The events in Ukraine this week are changing Europe, potentially in ways that will last for a generation. The emerging European structure can be imagined as a series of concentric circles. Their shape and politics are worth speculating about, based on some large but not implausible assumptions.
Assuming the Ukrainian state stays together, rather than seeing Crimea or other parts secede; that Russia does not intervene militarily on behalf of minorities there; and that Ukraine's decisive shift towards a European perspective is sustained, we will see the creation of a new category of relationship with the European Union, short of full membership but within its geopolitical orbit.
The central circle of the system would consist of the euro zone, deepened to provide banking, fiscal and economic policy back-up for the single currency. Debate is intensifying on how this inner core will be achieved and whether it is feasible without common debt and redistributive mechanisms and much greater democratic participation and accountability. A common politics is being forged from such contested and contentious issues. But it is not yet clear whether what kind of Europe voters want will outweigh concerns over whether or not people want such a transnational structure at all. The European Parliament elections in May and June will test this on turnout and substantive debate.
The second circle would consist of states that are full members of the EU, the single market and its common foreign policy and security regime. Some, like the United Kingdom, will remain outside the euro core for perhaps this generation, but most others will be “pre-ins”, willing to join when they are ready.
Foreign policy
Ukraine reminds us that economic, financial and currency questions do not exhaust the policy repertoire or the concerns of voters. Foreign policy and security are intimately involved too. The role of the German, French and Polish foreign ministers in brokering a deal to de-escalate the Ukrainian crisis last week, along with the EU's foreign policy chief Catherine Ashton and her team, was highly significant.
Although belated and cautious, the initiative provided what one commentator has called a formula for “controlled collapse” of the regime after President Viktor Yanukovich fled the next day. The British were notably absent, symbolising their growing distance from the core, which some suggest the Poles want to replace. In her visit to London this week, German chancellor Angela Merkel said she wants the UK to remain a full EU member, but is not willing to concede it an à la carte agenda on reform. Assuming the British do not exit, crises such as this one remind us Britain could have a future role in projecting the EU’s power in a more multipolar world with reduced US dominance, in Europe and beyond it – but only if it is willing to accept a joint European approach.
EU enlargement has been unpopular with many voters despite its success as a foreign policy mechanism – and immigration is even more so now; they are directly linked.
EU embrace
So what will voters make of giving Ukraine a perspective of membership? The EU's association agreement with Ukraine, rejection of which by Yanukovich precipitated this crisis in November – and with Moldova, Armenia and Georgia, which Vladimir Putin's Russia has vigorously attempted to head off as interference in its own geopolitical space – will now become more active and germane. But its harsh neoliberal emphasis on restructuring will have to be modified if Ukraine's economy is not to collapse and if drastic change is not to precipitate secession of Russian-speaking areas most vulnerable to loss of employment.
The EU’s eastern, southeastern and southern “neighbourhood policy” directed to these three countries, the Balkans and North Africa and the Middle East needs to be radically recast and developed after this crisis and those following on from the Arab Spring.
One can therefore imagine a third concentric circle also consisting of "outs" and "pre-ins" – that is of states with a perspective of eventual EU membership such as Turkey, Serbia and perhaps Ukraine, Moldova or Georgia and of those developing closer relations such as Morocco and Tunisia. Norway and Switzerland could also be here, as could the UK if it exits. They would have extensive access to the single market, selective free movements and be in close political dialogue.
Outside that again, and in a privileged position, would be Russia. Willing to work in a mutually co-operative rather than a zero-sum way with the EU, this would require a radical change in Putin’s competing EurAsian concept. That may or may not happen, but he is now less able to prevent the third circle from developing.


Required action: The required result is an exact copy of every line from the one with "Identify the location of span: Carrier" through the last line below, with the pictures left out.

"""

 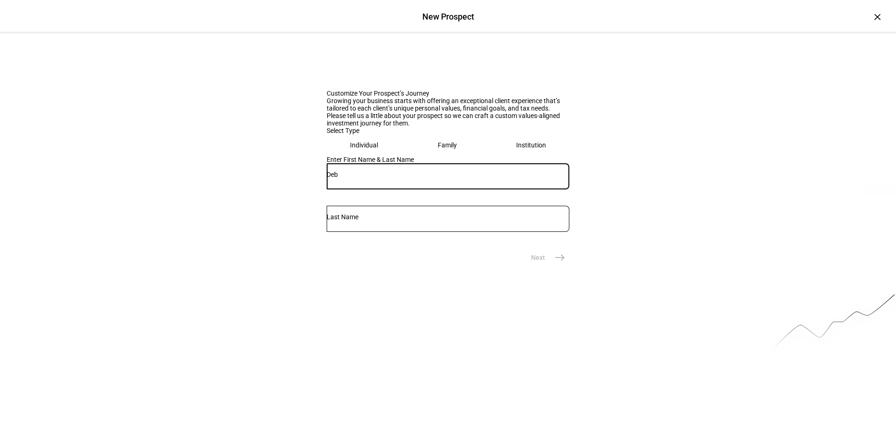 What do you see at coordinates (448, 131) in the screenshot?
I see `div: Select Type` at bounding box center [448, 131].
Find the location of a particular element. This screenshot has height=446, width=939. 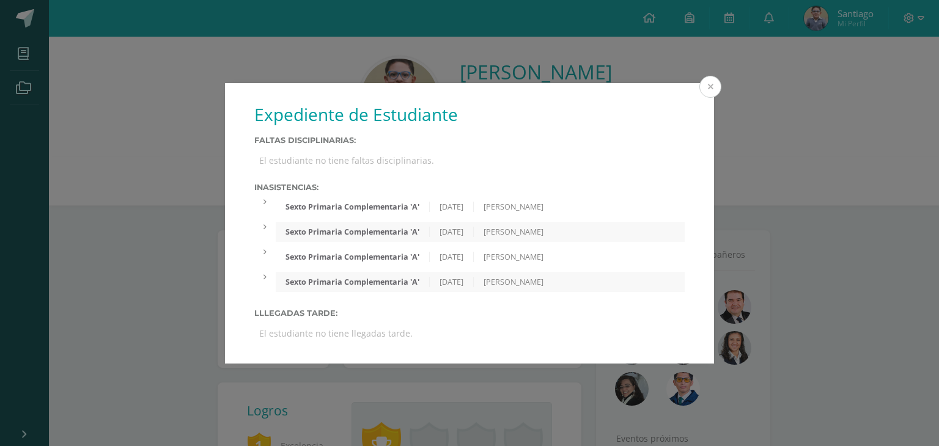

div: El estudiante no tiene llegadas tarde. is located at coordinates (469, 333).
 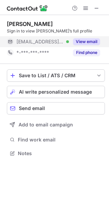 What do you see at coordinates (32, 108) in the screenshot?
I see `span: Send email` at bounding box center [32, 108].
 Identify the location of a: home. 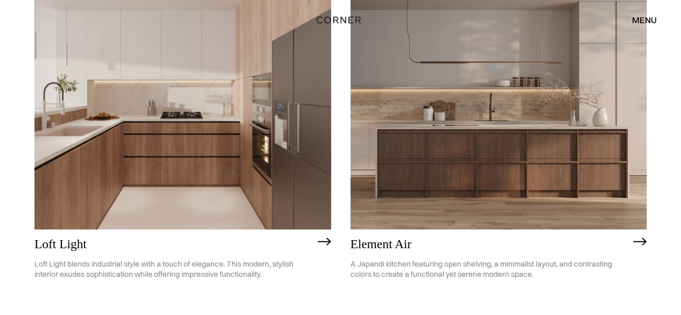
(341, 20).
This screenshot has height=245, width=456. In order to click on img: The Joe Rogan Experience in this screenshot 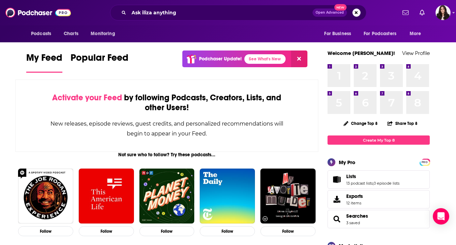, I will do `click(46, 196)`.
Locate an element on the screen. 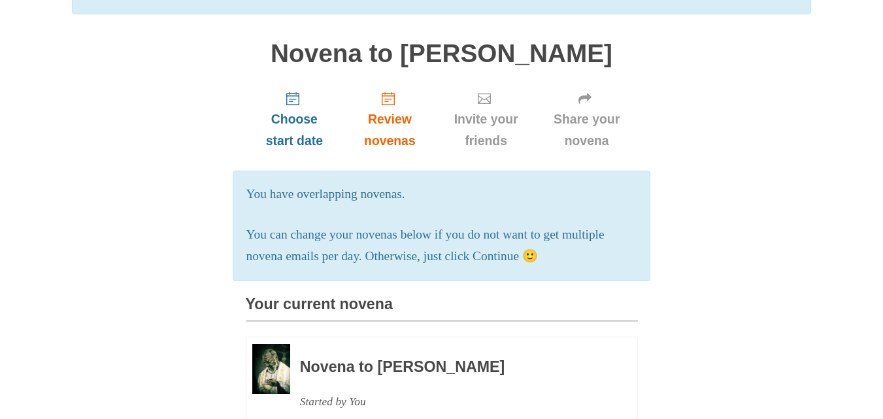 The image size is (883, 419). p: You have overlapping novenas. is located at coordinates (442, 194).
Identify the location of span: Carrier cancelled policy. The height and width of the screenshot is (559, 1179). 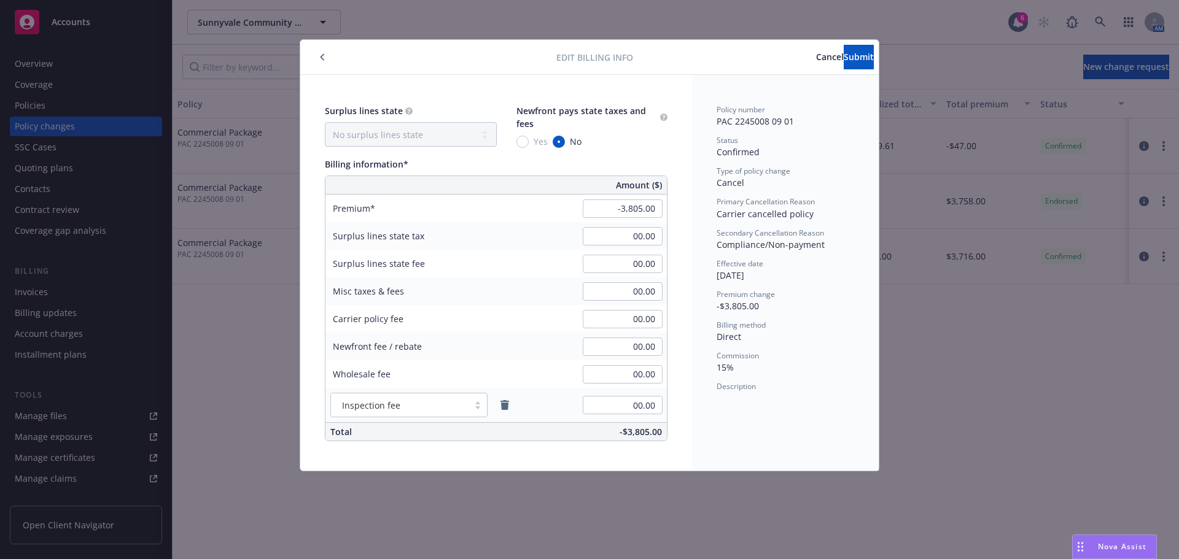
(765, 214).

"""

Final answer:
Identify the location of span: Carrier cancelled policy. The height and width of the screenshot is (559, 1179). 
(765, 214).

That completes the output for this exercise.